When the land is beset by a terrible curse, Sovay sets off to hunt the mysterious ways lost to her people. She forsakes the comfort of her local homesteads and heads toward the deep wood.

OTT & the Curse of Big Data

The Curse of Big Data was first detected in the early 2000s.  If you collect billions of rows of data, you can’t determine if what you’re seeing in the data is a result of bias:  You can find a million rows (and ways) to confirm any bizarre hunch you might have about your business.  You can easily find “correlations” that are either coincidence or just bad data.  Remember, it’s safe to assume you’re the first person that has ever looked at this particular set of data and what it is telling you might be wrong.

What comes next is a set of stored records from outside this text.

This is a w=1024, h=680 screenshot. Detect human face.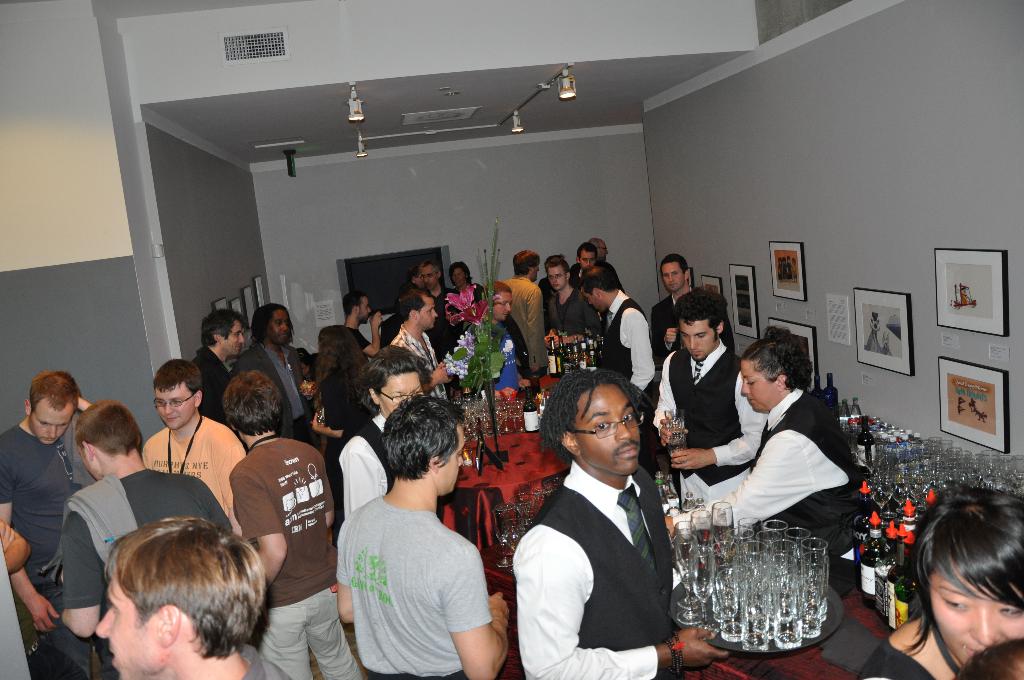
x1=489 y1=293 x2=513 y2=324.
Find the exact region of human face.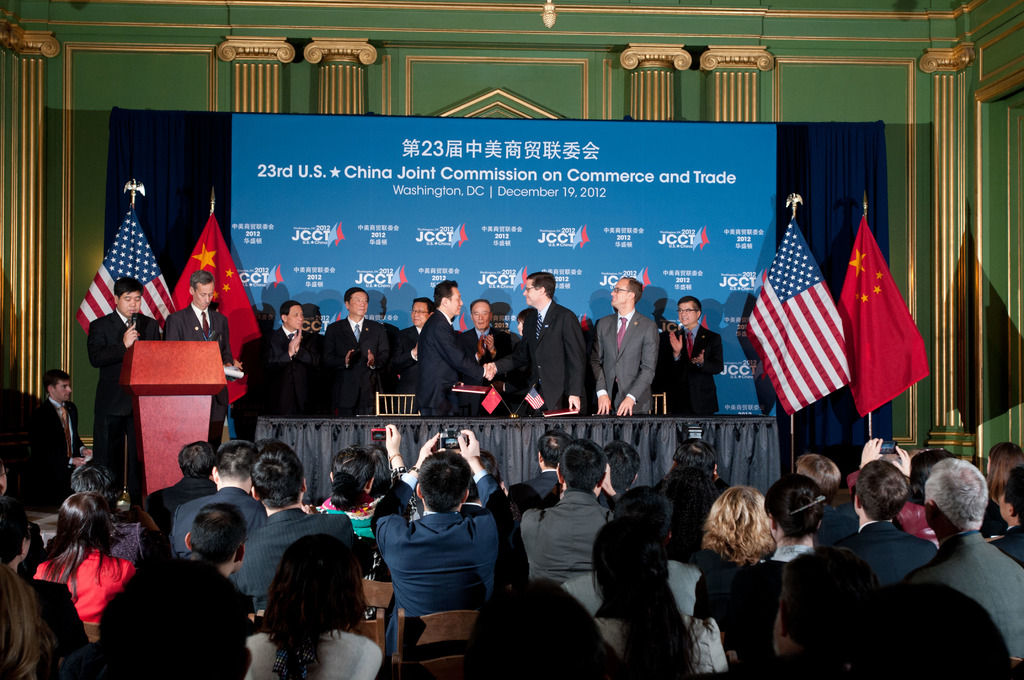
Exact region: left=675, top=301, right=697, bottom=330.
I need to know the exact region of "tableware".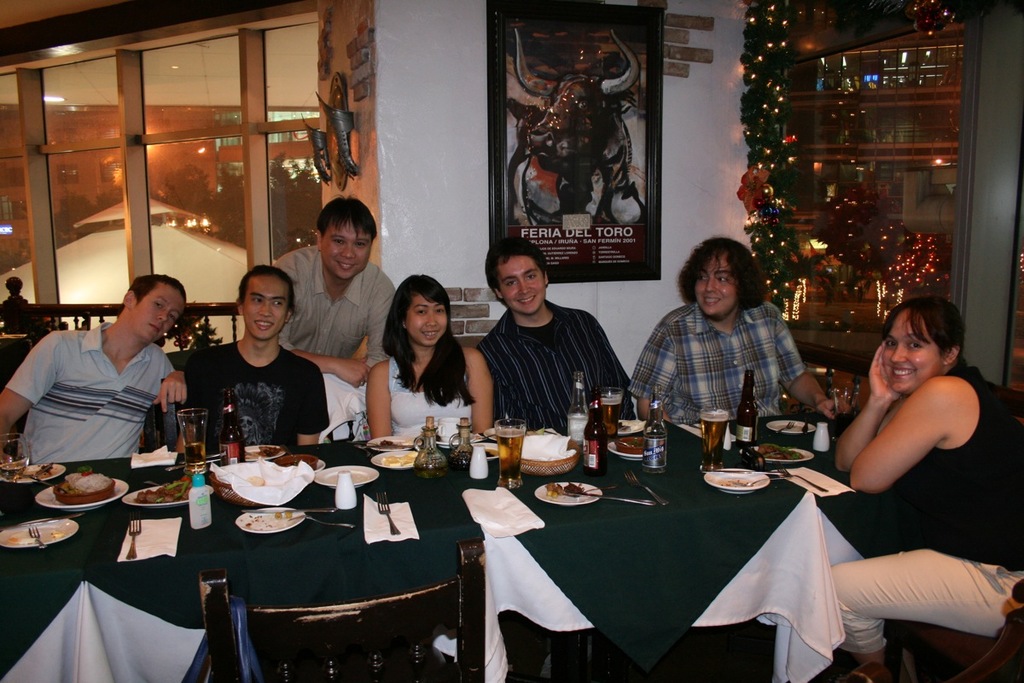
Region: left=0, top=432, right=27, bottom=482.
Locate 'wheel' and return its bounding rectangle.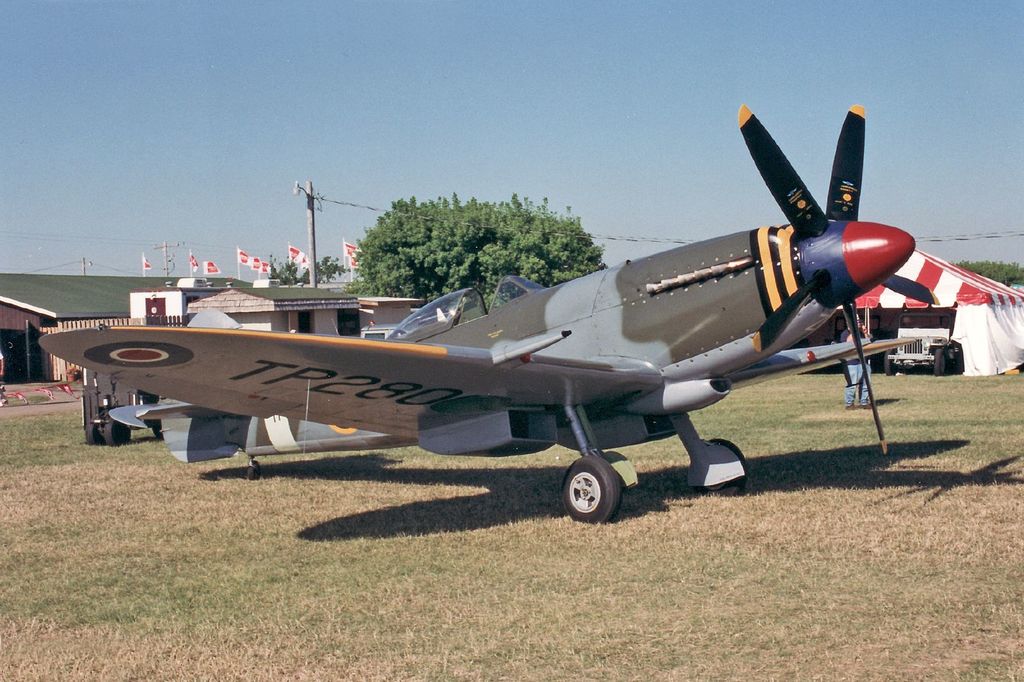
(left=83, top=416, right=104, bottom=446).
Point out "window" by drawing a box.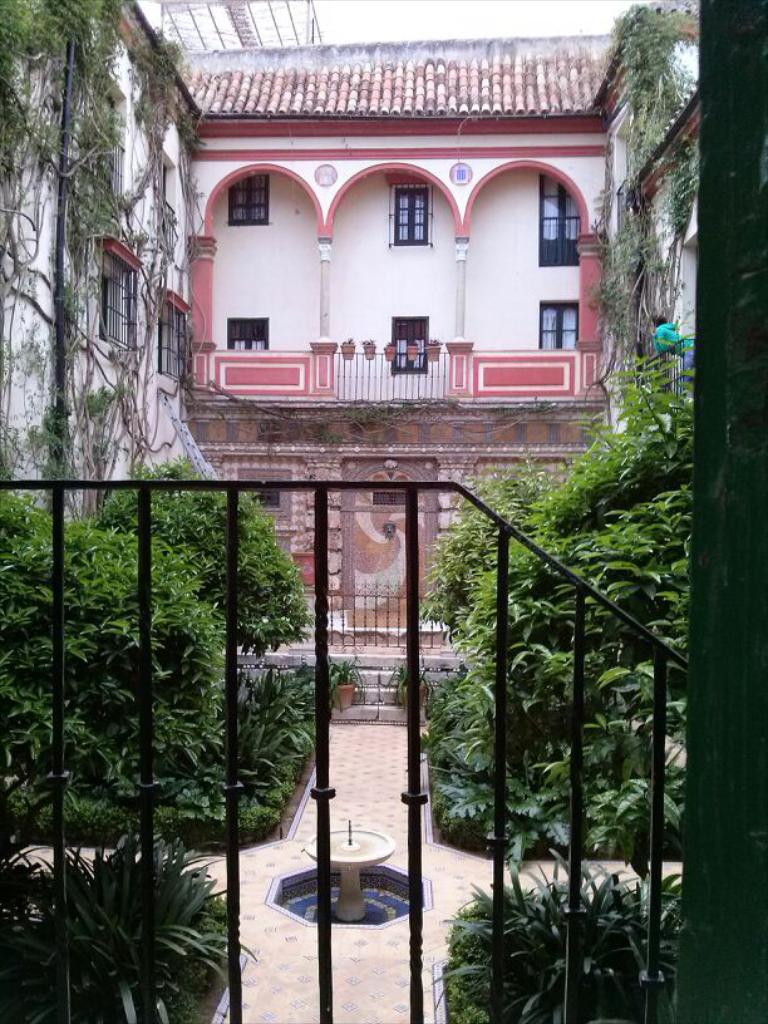
Rect(98, 267, 132, 363).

It’s not possible for an analytics team to review data effectively when it comes in such large volumes, so they must turn to technology like Artificial Intelligence to make sense of it.

Take THAT, Science!

When the data gets big, we tend to get driven into two camps. One side of analysis is the engineering-led AI efforts.  This team has put tremendous energy and capital into collecting, parsing, and saving a huge amount of data.  They want to get value out of every row.  It’s a perfectly reasonable stance for your engineers to demand evidence-based decision making.  In fact, that’s at the heart of science.

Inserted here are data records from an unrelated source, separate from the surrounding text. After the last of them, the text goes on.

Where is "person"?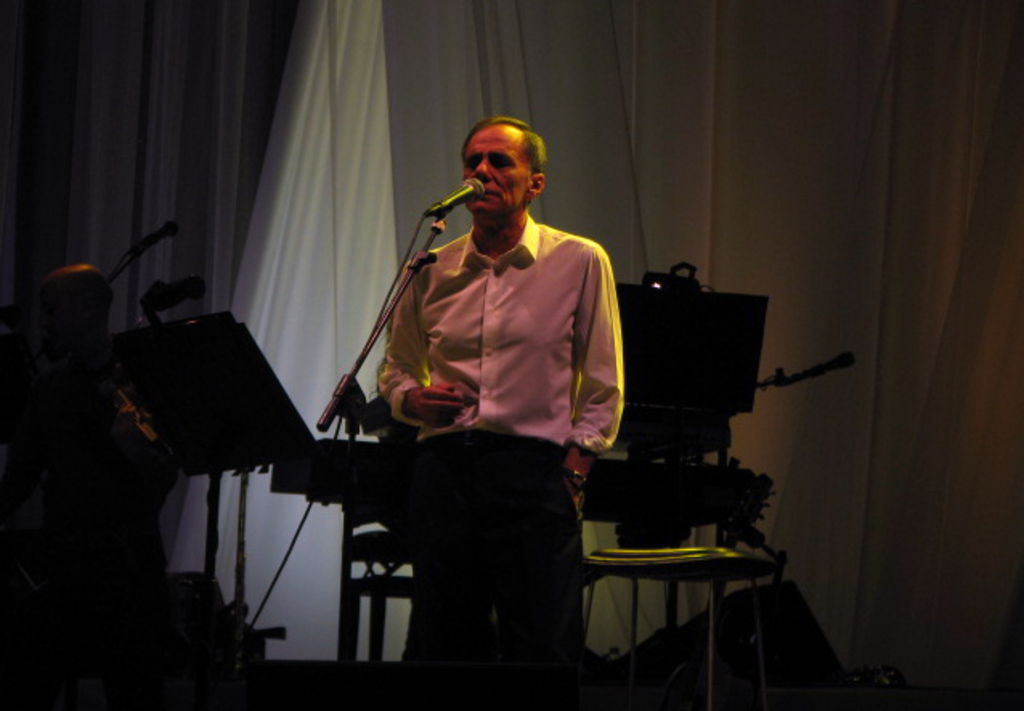
bbox=(0, 266, 175, 616).
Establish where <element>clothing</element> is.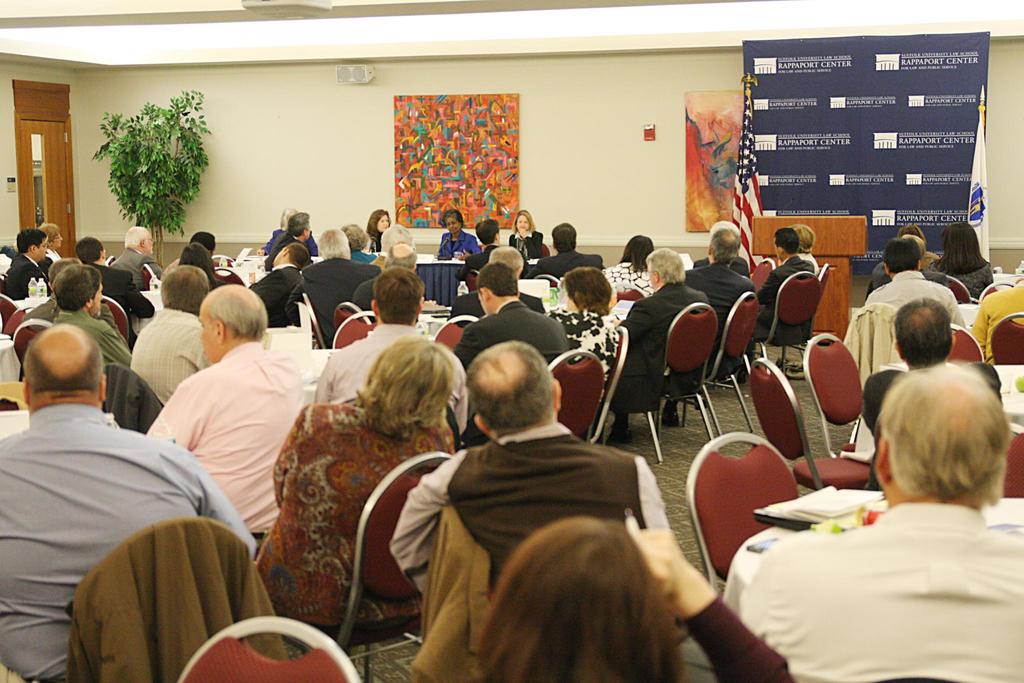
Established at 603, 285, 704, 438.
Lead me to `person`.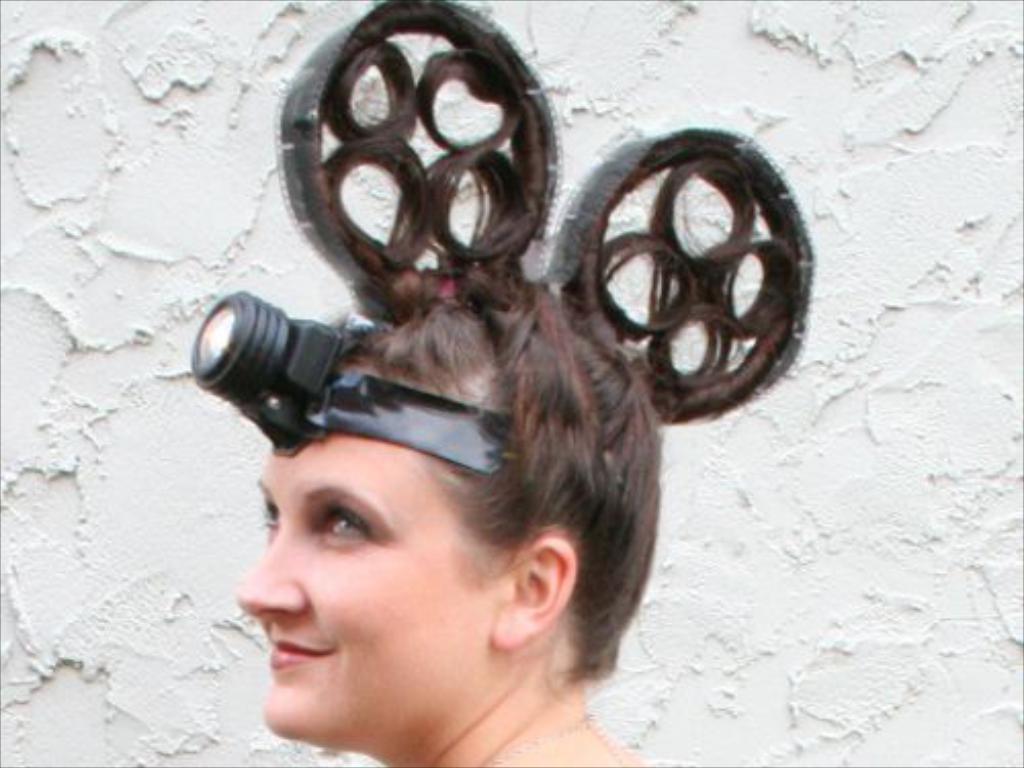
Lead to {"left": 186, "top": 66, "right": 793, "bottom": 767}.
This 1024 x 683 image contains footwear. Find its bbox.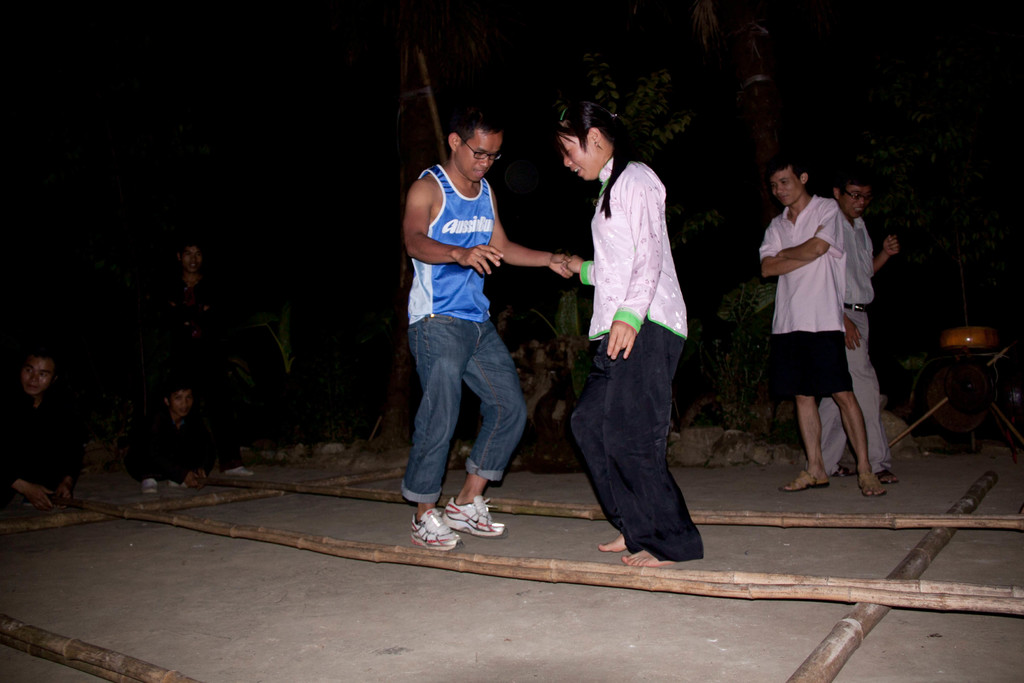
<box>881,462,897,486</box>.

But slogans like “Data or It Didn’t Happen”

expose a key shortcoming: If you have data about it, you already know the answer.  You can describe things that happened to you in the past and make predictions about how the same things may happen to you again. 

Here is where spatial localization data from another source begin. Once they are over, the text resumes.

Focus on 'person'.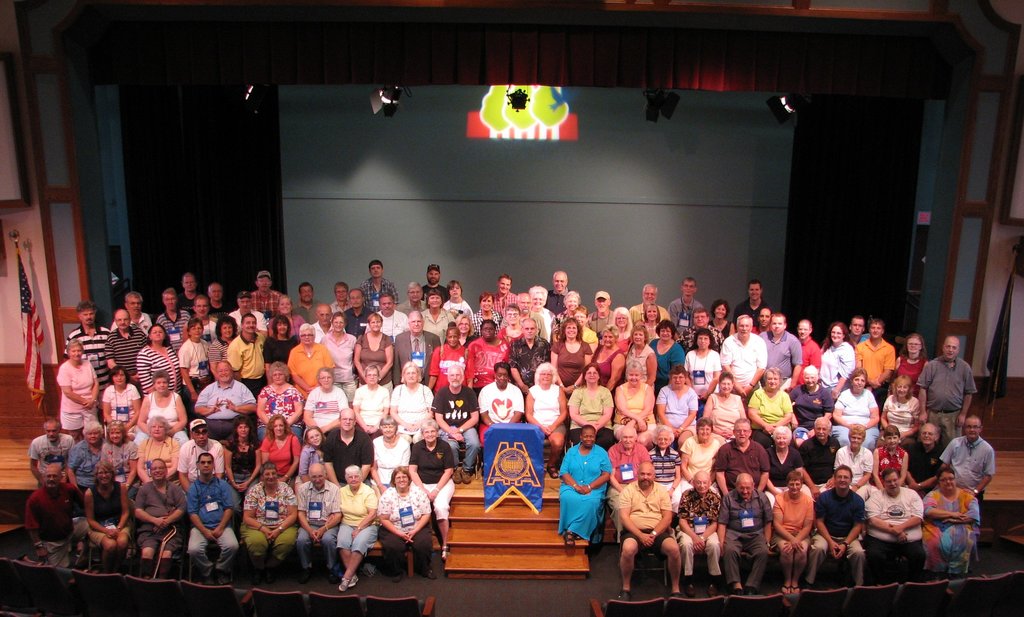
Focused at l=262, t=413, r=304, b=484.
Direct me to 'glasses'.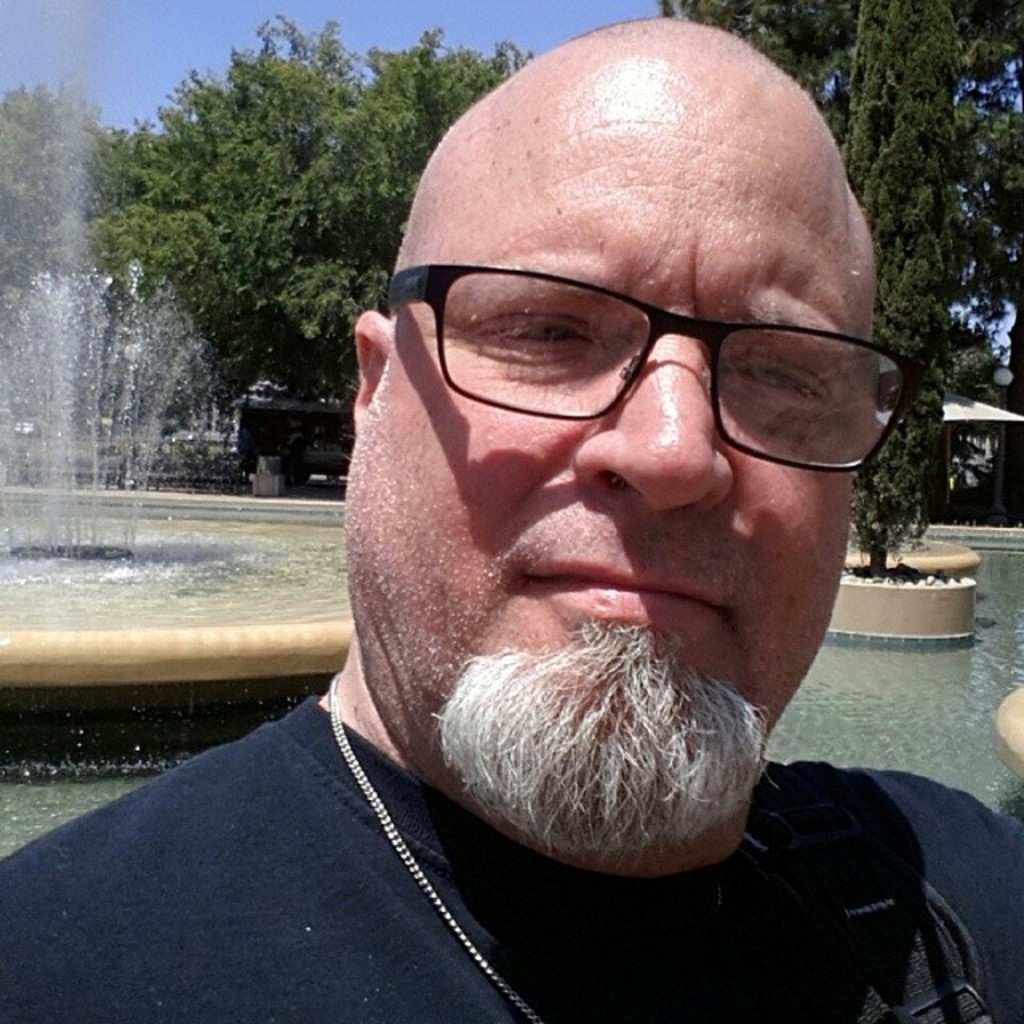
Direction: 376, 261, 926, 477.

You are reduced to asking “Is there a cat in this picture?”

If you think data is important to analyze, then how about a crazy speculation or rather “hypothesis”.  This interplay of what we know and what we can barely imagine is canonized in Cognitive Psychology as the “explore/exploit dilemma”.  Knowing that the worst decision is no decision, we are forced to answer questions like “Will there be an earthquake tomorrow?”

So where are the rigorous theoretical frameworks that can bridge the gap between the Python and Excel camps?  In fact, these frameworks have been in development over the last 70 years of research in AI, yet because our analysts and engineers use either excel or python to come to their answers – they have missed the opportunity to leverage this work . This research has supported multiple Nobel Prizes in Physics, Economics and even Literature.  More importantly, these mathematical frameworks are available to solve long term business problems.

The Land Beyond Excel and Python

For streaming companies, opening a new market or pricing a new product means you just have to guess about some things. Excel is an excellent tool for this early stage ideation.  It contains familiar tools like averages and linear regressions and with these, you can envision and make several predictions about the future.  

Once the data starts coming in, you’ll be eager to see if your hunches are paying off.  With OTT, this is likely to be a bit overwhelming. Not all data collected will be useful, and a lot of useful data will not be collected.  This has the unfortunate effect of eliminating many families of AI for analysis, including some of the modern and popular techniques using Neural Nets and Deep Learning.

Over the next few posts, Sovay will continue her journey into exploring the land beyond python and excel, where she will discover examples of how frameworks from psychology, physics, econometrics, and mathematics can leverage both domain knowledge and data to create defensible, interpretable, and scalable analysis.